Construction lenders need to be doing sensitivity analyses on commercial real estate construction loans to see if rents can increase enough over the next two years of that construction loan to offset 20 percent cost increases. If not, that 75 to 80 percent loan-to-cost construction loan will be a 90 to 100 percent loan-to-cost loan at completion. That coupled with higher interest rates over the next two years is a recipe for another bank commercial real estate loan crisis.
REBO: Many economists are predicting that this current expansion will be the longest in U.S. history. Is there anything in the October jobs report that you think helps support or refute those forecasts?
Severino: Extrapolating from one data point is difficult, but robust job growth this far into an expansion is heartening. However, robust job gains can relatively quickly turn into job losses just a few months later so we should not get complacent because of the recent run of good labor market data.
Conway: Since 1857, the U.S. has experienced a recession every decade. If we make it past first-quarter 2019, the U.S. will have defied history.
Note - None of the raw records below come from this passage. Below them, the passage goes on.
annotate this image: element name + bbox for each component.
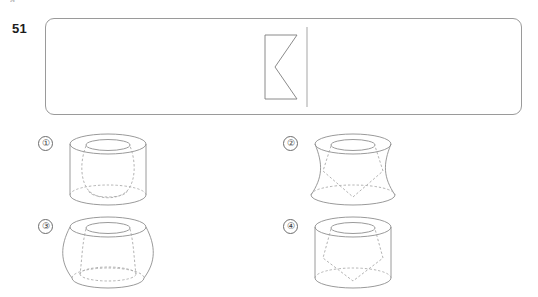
hyperboloid-left-side: [311, 144, 321, 195]
option-4[interactable]: ④: [283, 214, 413, 296]
inner-hyperboloid-bottom-back: [80, 267, 136, 274]
barrel-bottom-back-arc: [72, 268, 144, 278]
option-2[interactable]: ②: [283, 131, 413, 213]
option-4-label: ④: [283, 219, 298, 234]
option-1-label: ①: [38, 136, 53, 151]
inner-sphere-bottom-arc: [89, 191, 127, 197]
cylinder-top-ellipse: [315, 217, 391, 237]
option-2-figure: [301, 131, 413, 213]
option-3-label: ③: [38, 219, 53, 234]
hyperboloid-bottom-back-arc: [311, 185, 395, 195]
cylinder-bottom-back-arc: [315, 268, 391, 278]
option-3-figure: [56, 214, 168, 296]
cylinder-bottom-front-arc: [70, 195, 146, 205]
stem-figure: [255, 25, 325, 110]
inner-hyperboloid-left: [80, 229, 86, 274]
barrel-bottom-front-arc: [72, 278, 144, 288]
option-4-figure: [301, 214, 413, 296]
inner-top-opening-ellipse: [86, 223, 130, 234]
cylinder-top-ellipse: [70, 134, 146, 154]
barrel-left-side: [63, 227, 72, 278]
option-2-label: ②: [283, 136, 298, 151]
option-3[interactable]: ③: [38, 214, 168, 296]
hyperboloid-top-ellipse: [315, 134, 391, 154]
cylinder-bottom-back-arc: [70, 185, 146, 195]
inner-hyperboloid-bottom-front: [80, 274, 136, 281]
inner-hyperboloid-right: [130, 229, 136, 274]
cylinder-bottom-front-arc: [315, 278, 391, 288]
question-page: a 51 ①: [0, 0, 538, 297]
inner-top-opening-ellipse: [86, 140, 130, 151]
option-1-figure: [56, 131, 168, 213]
hyperboloid-right-side: [385, 144, 395, 195]
barrel-right-side: [144, 227, 153, 278]
inner-top-opening-ellipse: [331, 140, 375, 151]
option-1[interactable]: ①: [38, 131, 168, 213]
clipped-header-text: a: [10, 0, 16, 2]
stem-profile-path: [265, 35, 297, 99]
question-number: 51: [12, 21, 27, 36]
inner-top-opening-ellipse: [331, 223, 375, 234]
barrel-top-ellipse: [70, 217, 146, 237]
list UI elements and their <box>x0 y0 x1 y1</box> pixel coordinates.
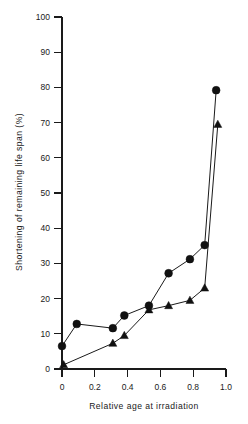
y-tick-label-90: 90 <box>41 47 51 57</box>
y-tick-label-60: 60 <box>41 153 51 163</box>
y-tick-label-70: 70 <box>41 118 51 128</box>
data-point-triangle <box>186 296 194 303</box>
y-axis-title: Shortening of remaining life span (%) <box>14 113 24 271</box>
data-point-circle <box>120 312 128 320</box>
data-point-triangle <box>201 284 209 291</box>
y-tick-label-0: 0 <box>45 364 50 374</box>
y-tick-label-20: 20 <box>41 294 51 304</box>
y-tick-label-80: 80 <box>41 82 51 92</box>
y-tick-label-10: 10 <box>41 329 51 339</box>
x-axis-title: Relative age at irradiation <box>89 401 199 411</box>
y-tick-label-100: 100 <box>36 12 50 22</box>
x-tick-label-0.8: 0.8 <box>187 382 199 392</box>
series-layer <box>58 86 222 367</box>
x-tick-label-0.4: 0.4 <box>122 382 134 392</box>
x-tick-label-group: 00.20.40.60.81.0 <box>60 382 233 392</box>
plot-area: 0102030405060708090100 00.20.40.60.81.0 … <box>0 0 248 424</box>
y-tick-group <box>54 17 62 369</box>
x-tick-label-0.2: 0.2 <box>89 382 101 392</box>
y-tick-label-50: 50 <box>41 188 51 198</box>
data-point-triangle <box>109 339 117 346</box>
y-tick-label-40: 40 <box>41 223 51 233</box>
series-circle-series <box>58 86 220 350</box>
data-point-triangle <box>214 120 222 127</box>
data-point-circle <box>73 320 81 328</box>
x-tick-label-0: 0 <box>60 382 65 392</box>
data-point-triangle <box>60 361 68 368</box>
x-axis: 00.20.40.60.81.0 <box>60 369 233 392</box>
y-tick-label-30: 30 <box>41 258 51 268</box>
y-axis: 0102030405060708090100 <box>36 12 62 374</box>
data-point-circle <box>212 86 220 94</box>
series-polyline <box>64 124 218 364</box>
data-point-circle <box>165 269 173 277</box>
data-point-circle <box>109 324 117 332</box>
series-polyline <box>62 90 216 346</box>
series-triangle-series <box>60 120 222 368</box>
x-tick-label-1: 1.0 <box>220 382 232 392</box>
chart-figure: 0102030405060708090100 00.20.40.60.81.0 … <box>0 0 248 424</box>
data-point-circle <box>186 255 194 263</box>
data-point-circle <box>58 342 66 350</box>
x-tick-group <box>62 369 226 377</box>
y-tick-label-group: 0102030405060708090100 <box>36 12 50 374</box>
x-tick-label-0.6: 0.6 <box>154 382 166 392</box>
I am in the camp we will defy history now that the November mid-term elections are past us, USMCA/NAFTA 2.0 is agreed to and the NFIB Business and Consumer Confidence remains at or near record levels. This momentum will carry us into the second half of 2019 or maybe early 2020.
However, every recession/commercial real estate disruption that has occurred since the 1950s has been caused by an item like inflation, regulation, currency/debt crisis, change in tax code and disruptive technology. All of those disruptive elements are elevated here at the end of 2018.
We are late in this recovery, the Fed is on an interest rate hike trek, currency crises are bubbling up in Europe and emerging markets again, and technology (like AI, blockchain and Amazon) are disrupting this economy. I don’t believe we have another 2007-type recession, but the risk for a normal cycle recession is more likely in 2020 than not.